Fire in the Hole 2 Slot Review
Fire in the Hole 2 from Nolimit City is a mining sequel built on a 6x6 layout that starts with 486 ways and can expand to 46,656. The core remains the same collapsing mine setup from the first game, but the sequel adds more modifiers and a bonus round with persistent special symbols. I see the appeal straight away, the ceiling is 65,000x, but this is still a brutal high-volatility slot for serious players.
Visually, not much has changed. You get the same gritty mine, the same dwarf, and the same collapsing action, just with a beefed-up math model and extra bonus depth. I think it is clearly the stronger game, though I am not entirely sold on how much of it still relies on expensive feature access if you want regular shots at the good stuff.
Symbols And Paytable
6 rows is where the paytable opens up properly, because wins pay left to right from at least 3 adjacent reels and the top symbol, Lantern, only pays 7.5x for six of a kind. Bag pays 3.75x, Map 2.5x, Boots 2x, and Shovel 1.75x. Cards are weak, with 9 topping out at 1x. So no one should come here for line hits, the money is in the mechanics.
Detonator Wild is the symbol that matters in base play. It substitutes for pay symbols, explodes adjacent symbols except scatters, and adds its value as a multiplier to the next cascade win. The S scatter triggers Lucky Wagon Free Spins at 3 or more, which is where the slot starts to justify the variance.
Symbol Payouts
Fire in the Hole 2 Bonuses And Special Features
Collapsing Mine starts with 3 active rows and unlocks up to 3 more through collapsing wins. Each win removes symbols and drops new ones in, so one paid spin can keep going. Wild Mining kicks in when 3 to 6 matching symbols land in a vertical or horizontal line without making a win, turning that dead setup into 1 to 4 wilds and another collapse. Buried symbols add more volatility, because dirt can hide wilds, scatters, or xSplit.
xSplit doubles all symbols on its row, except itself and scatters, and can also remove dirt if the split hits it. That links well with buried features. For me, this makes the base game more playable than a lot of dead-spin heavy high-volatility slots, but it can still drag a bit. You will see stretches where the mechanics tease more than they pay.
Bonus Buy Options
Costs 2.5x the base stake and guarantees a scatter on the last inactive row. It also raises the bonus hit rate from 1 in 211 spins to 1 in 49 spins.
Feature Cost: 2.5x bet
Triggered by 3, 4, or 5 scatters. Starts with 3 respins and 2, 3, or 4 active rows respectively, resets on each coin, adds a 7th reel with upgrade crystals, and can make dwarf, beer, and dynamite enhancers persistent.

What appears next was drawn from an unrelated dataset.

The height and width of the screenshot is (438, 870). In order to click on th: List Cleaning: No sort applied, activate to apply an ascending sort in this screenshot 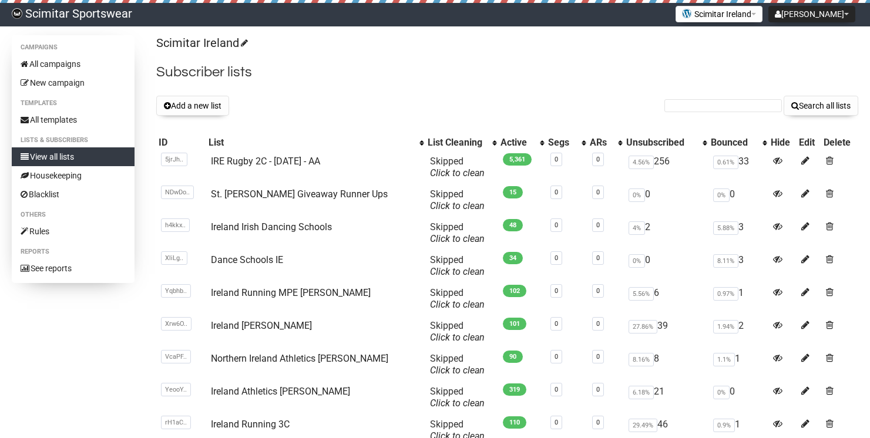, I will do `click(461, 143)`.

Buys the bonus round with 3 triggering scatters.
Feature Cost: 70xRTP: 96.1%
Buys the bonus round with 4 triggering scatters.
Feature Cost: 200xRTP: 96.34%
Buys the bonus round with 5 triggering scatters.

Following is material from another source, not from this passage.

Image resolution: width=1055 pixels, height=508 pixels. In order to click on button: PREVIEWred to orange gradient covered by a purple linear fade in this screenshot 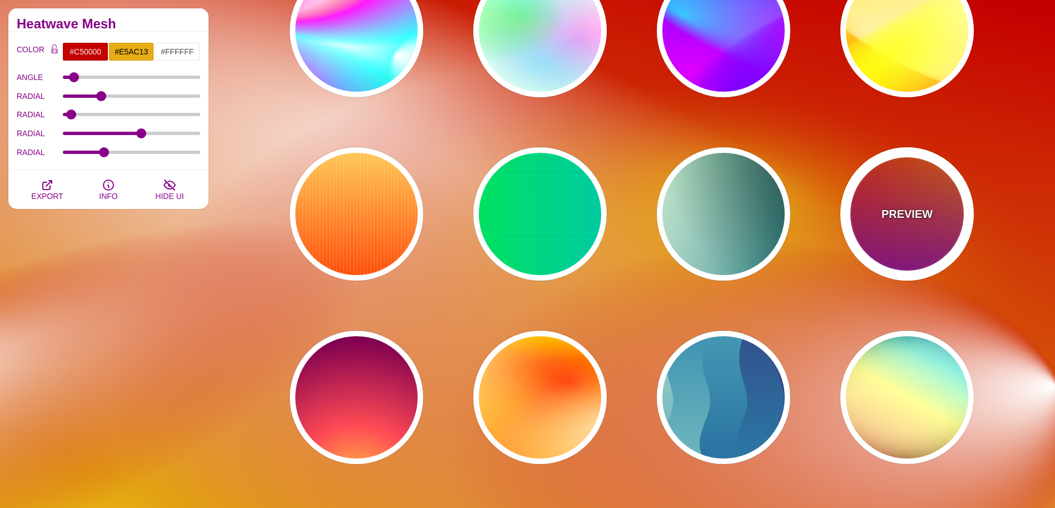, I will do `click(907, 214)`.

Feature Cost: 600xRTP: 96.33%
Randomly awards a bonus with 3, 4, or 5 scatters.
Feature Cost: 175xRTP: 96.12%
Fire in the Hole 2 RTP, Volatility, And Max Win
96.07% is the top RTP, but that is not the full story. Reviews list lower settings at 94.08%, 92.07%, and even 87.05%, which is a serious issue if you care about long-term value. Volatility is high to extreme, rated 10 out of 10 on the developer scale in one review, and the max win is 65,000x with a quoted hit rate of 1 in 17 million spins.

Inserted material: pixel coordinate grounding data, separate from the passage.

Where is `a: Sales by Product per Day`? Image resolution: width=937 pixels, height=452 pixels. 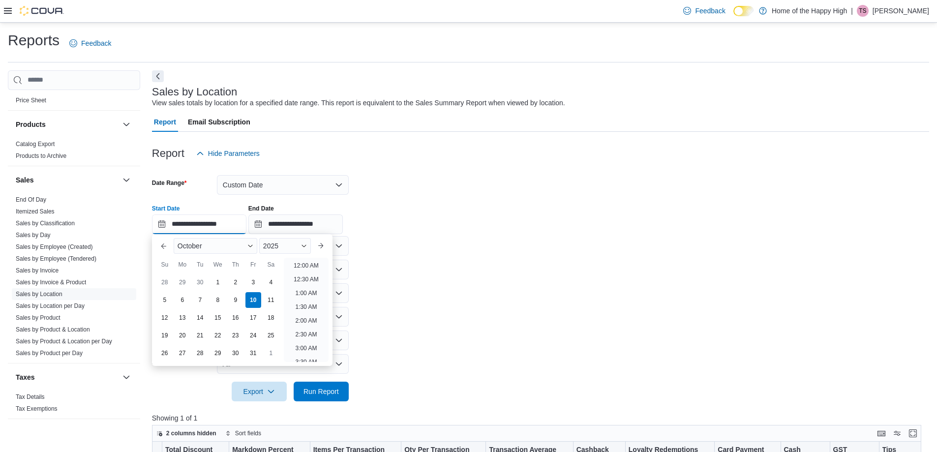 a: Sales by Product per Day is located at coordinates (49, 353).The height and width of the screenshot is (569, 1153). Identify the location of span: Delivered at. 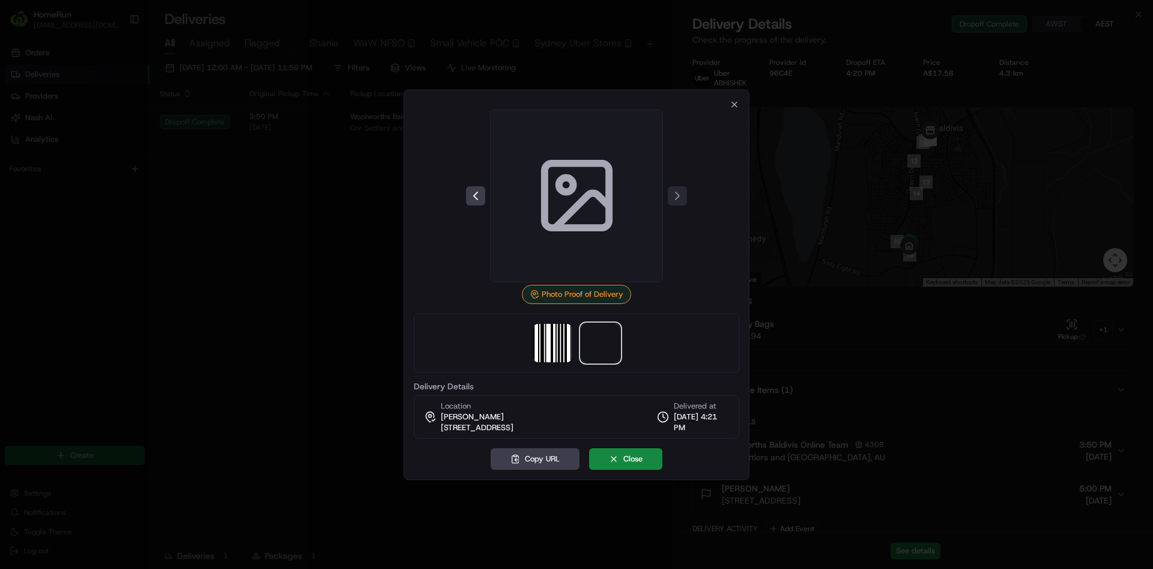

2.5x xBet is the main way to force more action. It guarantees a scatter on the last inactive row and moves the bonus hit rate from 1 in 211 spins to 1 in 49. That sounds strong, and it is, but the extra cost adds up fast. With a proper bankroll, xBet makes sense if your aim is bonus access. Without one, it is an efficient way to burn through funds.
Ryan Cole’s Verdict
Review Summary And Verdict
65,000x is enough to interest me, and the bonus round has genuine snowball potential because the 7th reel can upgrade enhancers and turn beer, dwarf, and dynamite effects persistent. You can buy into that in several ways, 70x, 200x, 600x, plus a 175x Lucky Draw. For serious players, the 200x and 600x options are the ones with real intent, but the buy is overpriced at 600x unless your bankroll is built for repeated high-variance shots.
I rate Fire in the Hole 2 as a strong sequel with a proper top end, but not as a casual grinder. The base game has enough mechanics to stay alive, yet dead periods are still common and the adjustable RTP is a black mark. If I am staking serious money, I want the 96.07% version only. Otherwise, the ceiling is good, the variance is harsh, and the value drops fast.